We said yesterday that the wolves would circle following ‘ol Matthew’s open letter of apology, but we didn’t expect his former classmates to turn on him so quickly.
Enter Nick Mulgrew, who went to school with Matthew up in KZN. He’s penned a piece on the Mail & Guardian, so let’s run through that and see what he had to say:
I wasn’t his biggest fan, and I can’t say I was surprised when, just before this furore broke, a screenshot of his now-famous Facebook status popped up on my phone along with the message, “Remember this oke from high school?”…
This isn’t a character assassination: Matt has already assassinated his character enough himself, both with his original post and with his tone-deaf apology on Cape Talk that sounded – in the words of my housemate – as if he was a small child caught by his teacher pulling another kid’s hair. “Sorry, ma’am. No, I didn’t mean to pull hard. Ja, no, I promise, I won’t do it again”…
But Matt is not a typical white Capetonian: he’s a typical white guy from KZN, which is actually where we grew up. We might, if we’re feeling cynical, even call him a typical white South African. Because, be honest: every white person in this country knows a man like Matt – not someone who merely grandstands about BEE at the braai or quotas in the Springboks, but someone who believes that every contentious thing in our changing society is sharply, deliberately and personally pointed at them, and chooses only the most base and disgusting language to express it…
School taught Matt and I about orgasms and how to avoid contracting HIV, but no one told us what the K-word does to the psyches of black people, or what sexual harassment does to a woman. That was left out, for us to learn – or not learn, blatantly – for ourselves…
But this isn’t just politics, or just about social justice: this is our daily lives as South Africans. Maybe, if that difficult conversation was encouraged, one of our black friends or black teachers would have explained to the non-blacks in our class the baggage that that word carries, what specific horrors it represented; things that Matt and I and everyone else would have been forced to consider as part of our education…
I’ve only selected certain extracts from Nick’s piece, so if you want to read it in full head over HERE.
Does the punishment befit the crime? I guess you can be the judge of that.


> **Exercise objective**: Across the entries below, determine how many lines include the word "axes". State only the resulting number.

> **Information given**:

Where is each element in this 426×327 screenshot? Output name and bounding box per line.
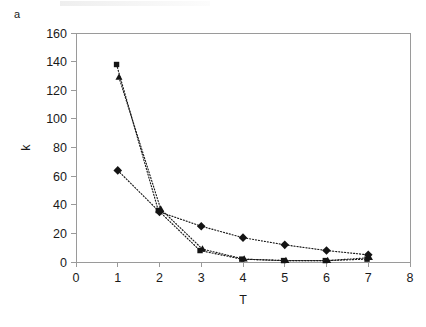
series-line-diamond (118, 170, 369, 254)
y-tick-label: 120 (46, 84, 67, 98)
x-tick-label: 0 (73, 271, 80, 285)
y-tick-label: 20 (53, 227, 67, 241)
axis-titles-group: Tk (19, 144, 247, 307)
data-point-diamond (280, 241, 289, 250)
y-tick-label: 160 (46, 27, 67, 41)
axes-group (76, 33, 410, 262)
y-tick-label: 60 (53, 170, 67, 184)
scan-artifact (60, 1, 210, 6)
series-line-triangle (119, 77, 370, 260)
y-axis-title: k (19, 144, 33, 151)
x-tick-label: 3 (198, 271, 205, 285)
x-tick-label: 5 (281, 271, 288, 285)
y-tick-label: 0 (60, 256, 67, 270)
series-line-square (117, 64, 367, 260)
x-tick-label: 4 (240, 271, 247, 285)
data-point-diamond (197, 222, 206, 231)
data-point-square (114, 62, 119, 67)
plot-frame (76, 33, 410, 262)
y-tick-label: 80 (53, 141, 67, 155)
y-tick-label: 140 (46, 55, 67, 69)
panel-label: a (14, 8, 20, 20)
data-point-diamond (322, 246, 331, 255)
y-tick-label: 100 (46, 112, 67, 126)
tick-labels-group: 020406080100120140160012345678 (46, 27, 413, 286)
data-point-diamond (239, 233, 248, 242)
chart-canvas: 020406080100120140160012345678 Tk (0, 0, 426, 327)
x-axis-title: T (239, 293, 247, 307)
x-tick-label: 8 (407, 271, 414, 285)
x-tick-label: 7 (365, 271, 372, 285)
data-point-triangle (115, 74, 122, 80)
x-tick-label: 2 (156, 271, 163, 285)
x-tick-label: 1 (114, 271, 121, 285)
y-tick-label: 40 (53, 198, 67, 212)
figure-panel-a: a 020406080100120140160012345678 Tk (0, 0, 426, 327)
ticks-group (71, 33, 410, 267)
series-group (113, 62, 373, 263)
x-tick-label: 6 (323, 271, 330, 285)
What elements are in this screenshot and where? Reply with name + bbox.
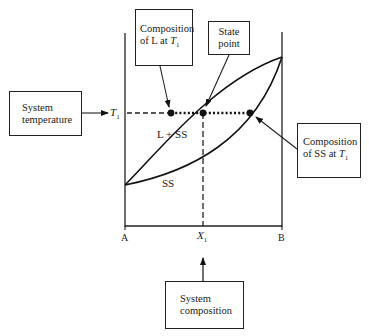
solid-composition-point [247,110,254,117]
axis-label-X1: X1 [197,229,207,244]
region-label-solid: SS [162,177,174,189]
callout-system-temperature: System temperature [9,91,82,136]
callout-state-point: State point [208,21,250,55]
arrow-state-point [206,55,229,106]
liquid-composition-point [168,110,175,117]
axis-label-B: B [278,232,285,243]
arrow-comp-SS [256,117,297,149]
callout-composition-of-SS: Composition of SS at T1 [297,123,361,178]
state-point [200,110,207,117]
axis-label-A: A [121,232,128,243]
solidus-curve [125,57,282,185]
liquidus-curve [125,57,282,185]
axis-label-T1: T1 [110,106,120,121]
arrow-comp-L [160,66,169,107]
region-label-two-phase: L + SS [157,128,187,140]
callout-system-composition: System composition [165,281,244,329]
callout-composition-of-L: Composition of L at T1 [135,9,193,66]
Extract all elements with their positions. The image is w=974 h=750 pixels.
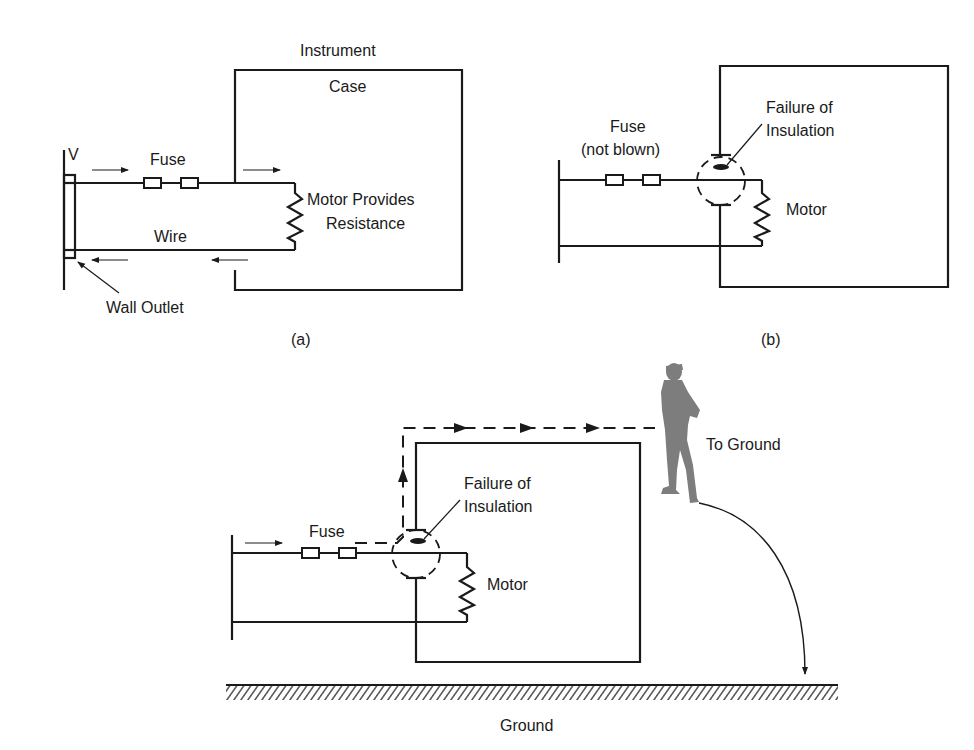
wall-outlet-leader xyxy=(78,262,119,293)
label-motor: Motor xyxy=(487,576,529,593)
instrument-case xyxy=(720,66,948,287)
label-not-blown: (not blown) xyxy=(581,141,660,158)
label-fuse: Fuse xyxy=(150,151,186,168)
fuse-1 xyxy=(606,175,623,185)
fault-arrow-up-icon xyxy=(398,468,408,482)
label-insulation: Insulation xyxy=(464,498,533,515)
insulation-failure-mark xyxy=(713,164,729,170)
fault-arrow-right-icon xyxy=(586,423,600,433)
fault-arrow-right-icon xyxy=(520,423,534,433)
fuse-1 xyxy=(302,548,319,558)
fuse-2 xyxy=(643,175,660,185)
insulation-failure-mark xyxy=(410,538,426,544)
label-ground: Ground xyxy=(500,717,553,734)
electrical-safety-diagram: Instrument Case V Fuse Motor Provides Re… xyxy=(0,0,974,750)
panel-a: Instrument Case V Fuse Motor Provides Re… xyxy=(64,42,462,348)
panel-b: Fuse (not blown) Failure of Insulation M… xyxy=(559,66,948,348)
caption-a: (a) xyxy=(291,331,311,348)
label-insulation: Insulation xyxy=(766,122,835,139)
label-voltage: V xyxy=(68,146,79,163)
label-instrument: Instrument xyxy=(300,42,376,59)
label-wall-outlet: Wall Outlet xyxy=(106,299,184,316)
wall-outlet-box xyxy=(64,175,75,258)
motor-resistor xyxy=(460,553,474,622)
failure-leader xyxy=(424,500,460,539)
ground-hatch xyxy=(226,686,838,700)
label-case: Case xyxy=(329,78,366,95)
fuse-2 xyxy=(181,178,198,188)
label-wire: Wire xyxy=(154,228,187,245)
label-motor: Motor xyxy=(786,201,828,218)
failure-leader xyxy=(727,124,762,165)
fault-arrow-right-icon xyxy=(454,423,468,433)
label-failure-of: Failure of xyxy=(766,99,833,116)
panel-c: Fuse Failure of Insulation Motor To Grou… xyxy=(226,363,838,734)
instrument-case xyxy=(235,70,462,290)
motor-resistor xyxy=(288,183,302,250)
label-fuse: Fuse xyxy=(610,118,646,135)
fuse-1 xyxy=(144,178,161,188)
fuse-2 xyxy=(339,548,356,558)
label-motor-provides: Motor Provides xyxy=(307,191,415,208)
label-failure-of: Failure of xyxy=(464,475,531,492)
label-resistance: Resistance xyxy=(326,215,405,232)
motor-resistor xyxy=(755,180,769,246)
label-to-ground: To Ground xyxy=(706,436,781,453)
label-fuse: Fuse xyxy=(309,523,345,540)
person-silhouette-icon xyxy=(661,363,700,503)
caption-b: (b) xyxy=(761,331,781,348)
ground-path-curve xyxy=(699,503,805,674)
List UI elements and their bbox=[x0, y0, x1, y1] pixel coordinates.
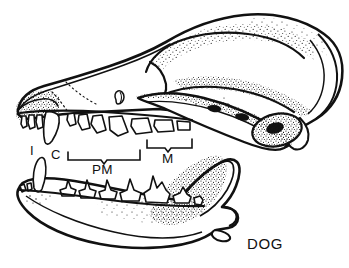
label-premolar: PM bbox=[92, 163, 113, 177]
skull-illustration bbox=[0, 0, 349, 268]
upper-premolar-3 bbox=[91, 115, 106, 133]
upper-molar-1 bbox=[131, 118, 152, 134]
infraorbital-foramen bbox=[115, 91, 124, 104]
upper-incisor-3 bbox=[36, 115, 43, 129]
upper-premolar-2 bbox=[78, 114, 90, 130]
dental-brackets bbox=[68, 139, 192, 164]
dog-skull-figure: I C PM M DOG bbox=[0, 0, 349, 268]
figure-caption: DOG bbox=[247, 236, 283, 251]
label-molar: M bbox=[162, 152, 173, 166]
lower-molar-1-carnassial bbox=[144, 176, 170, 203]
upper-molar-3 bbox=[177, 121, 190, 130]
upper-premolar-4-carnassial bbox=[109, 116, 128, 136]
upper-molar-2 bbox=[154, 120, 174, 132]
label-incisor: I bbox=[30, 144, 34, 157]
upper-canine bbox=[44, 112, 60, 144]
upper-premolar-1 bbox=[67, 113, 76, 126]
angular-process bbox=[212, 230, 230, 241]
upper-incisor-2 bbox=[28, 115, 35, 129]
upper-incisor-1 bbox=[21, 116, 27, 128]
cranium-group bbox=[14, 14, 342, 152]
lower-molar-3 bbox=[194, 196, 203, 205]
label-canine: C bbox=[51, 148, 60, 161]
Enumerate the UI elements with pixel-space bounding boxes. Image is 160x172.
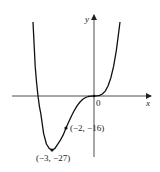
- origin-label: 0: [96, 98, 101, 108]
- inflection-point-marker: [64, 126, 67, 129]
- x-axis-label: x: [145, 98, 150, 108]
- y-axis-label: y: [84, 14, 89, 24]
- minimum-point-label: (−3, −27): [36, 153, 70, 163]
- function-graph: y x 0 (−2, −16) (−3, −27): [0, 0, 160, 172]
- minimum-point-marker: [50, 148, 53, 151]
- origin-point-marker: [93, 95, 96, 98]
- inflection-point-label: (−2, −16): [70, 123, 104, 133]
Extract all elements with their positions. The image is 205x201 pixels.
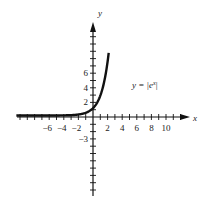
x-axis-label: x <box>192 113 197 123</box>
svg-text:6: 6 <box>84 68 89 78</box>
svg-text:−2: −2 <box>72 123 82 133</box>
equation-label: y = |ex| <box>131 80 158 90</box>
exponential-graph: −6−4−2246810246−3 y x y = |ex| <box>0 0 205 201</box>
svg-text:−4: −4 <box>57 123 67 133</box>
y-axis-label: y <box>97 8 102 18</box>
svg-text:4: 4 <box>84 83 89 93</box>
svg-text:−3: −3 <box>78 134 88 144</box>
axes <box>17 22 190 196</box>
svg-text:4: 4 <box>120 123 125 133</box>
svg-text:6: 6 <box>135 123 140 133</box>
curve-exp <box>16 53 108 116</box>
svg-text:8: 8 <box>149 123 154 133</box>
svg-text:−6: −6 <box>42 123 52 133</box>
svg-text:10: 10 <box>162 123 172 133</box>
svg-text:2: 2 <box>105 123 110 133</box>
svg-text:2: 2 <box>84 97 89 107</box>
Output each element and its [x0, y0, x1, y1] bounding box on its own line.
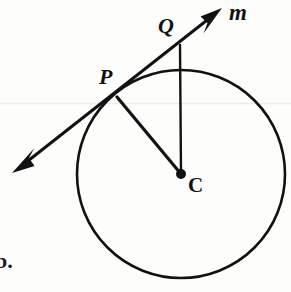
margin-item-marker: b. [0, 248, 13, 274]
segment-pc-radius [117, 97, 181, 174]
arrowhead-upper-right-icon [201, 8, 223, 34]
line-label-m: m [229, 1, 247, 24]
point-label-q: Q [158, 15, 174, 37]
center-point-dot-icon [176, 169, 186, 179]
point-label-p: P [99, 66, 112, 88]
arrowhead-lower-left-icon [12, 149, 35, 174]
point-label-c: C [188, 175, 203, 196]
geometry-figure: P Q C m b. [0, 0, 291, 292]
tangent-line-m [24, 17, 211, 164]
segment-qc [180, 45, 181, 174]
geometry-canvas [0, 0, 291, 292]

> **Response for this exercise**: 2